Born in Berlin in 1916, Unica Zürn left school at the age of 15 to work in a textile factory. At first, she led a life far removed from the arts. It was not until the age of 33 that Unica Zürn embarked on a career as a professional artist and writer. Her meeting with Hans Bellmer in 1953 was decisive. He introduced her to the art of anagrams and drawing.  She accompanied him to Paris where she was introduced to the circle of surrealists. When she died in 1970, she left behind an immense body of work, both poetic and drawn, slightly overshadowed by the events that marked the life of the artist, which (too) often gave rise to a psychoanalytical reading of her creations.

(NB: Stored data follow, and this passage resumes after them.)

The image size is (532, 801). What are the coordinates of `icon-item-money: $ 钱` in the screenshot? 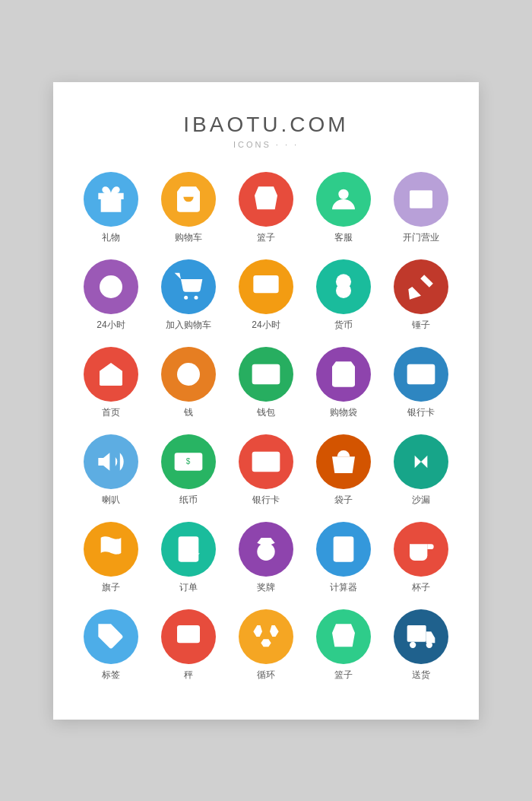 It's located at (188, 383).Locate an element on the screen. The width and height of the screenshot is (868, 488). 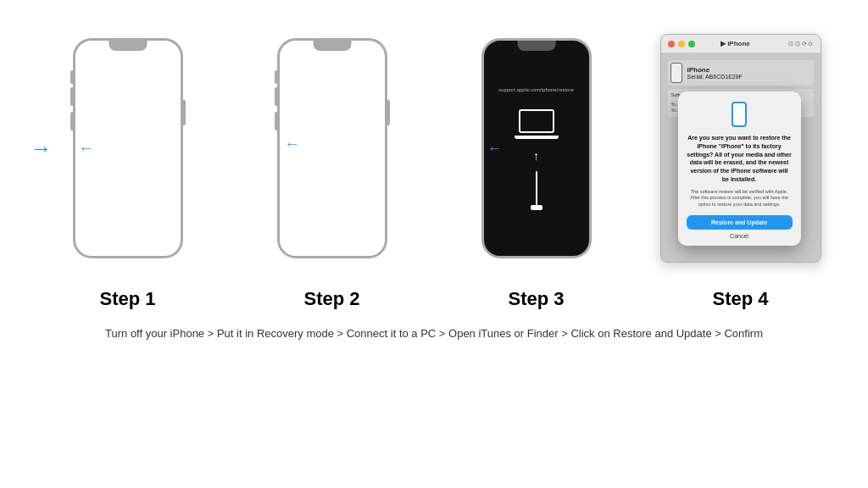
dialog-title: Are you sure you want to restore the iPh… is located at coordinates (739, 159).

The anagrams that Hans Bellmer made her discover take a primordial place in Zürn's work. Between 1953 and 1964, she composed 124 anagram poems, several of which were inserted into her drawings. Her first collection of anagrams, Hexentexte, was published in 1954 with a preface and drawings by Hans Bellmer, followed in 1967 by Oracles et spectacles with a frontispiece still signed by Hans Bellmer.

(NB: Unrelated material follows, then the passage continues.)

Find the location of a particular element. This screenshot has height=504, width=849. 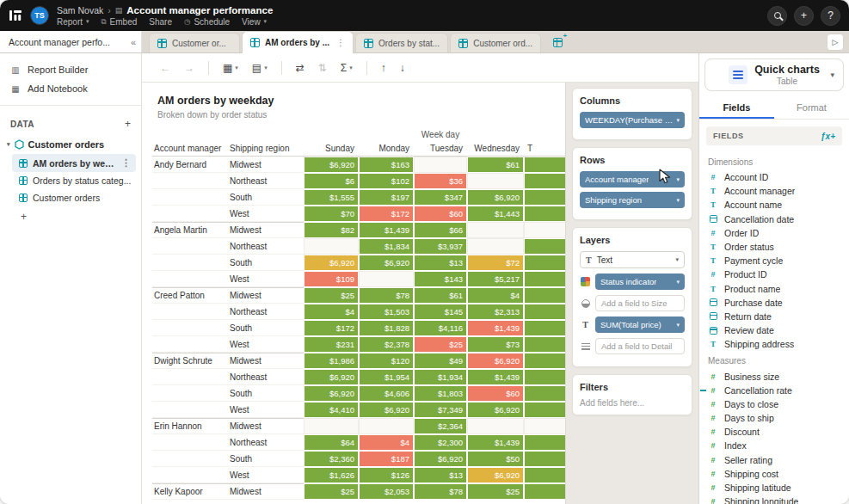

manager-cell: Kelly Kapoor is located at coordinates (190, 492).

With the morphological dismantling of the word, by deconstructing the sign and the representation, the anagram dynamites the symbolic operation of the language. In this sense the anagrams of Unica Zürn remain closely related to the aesthetic step of Hans Bellmer who strives to decompose the bodies. Without indulging in a purely psychoanalytical reading of Unica Zürn's drawn anagrams, one can nevertheless see in them, in resonance with the illness that struck her, an attempt to reassemble, to reconstruct a fragmented self and the desperate search for an unthinkable unity.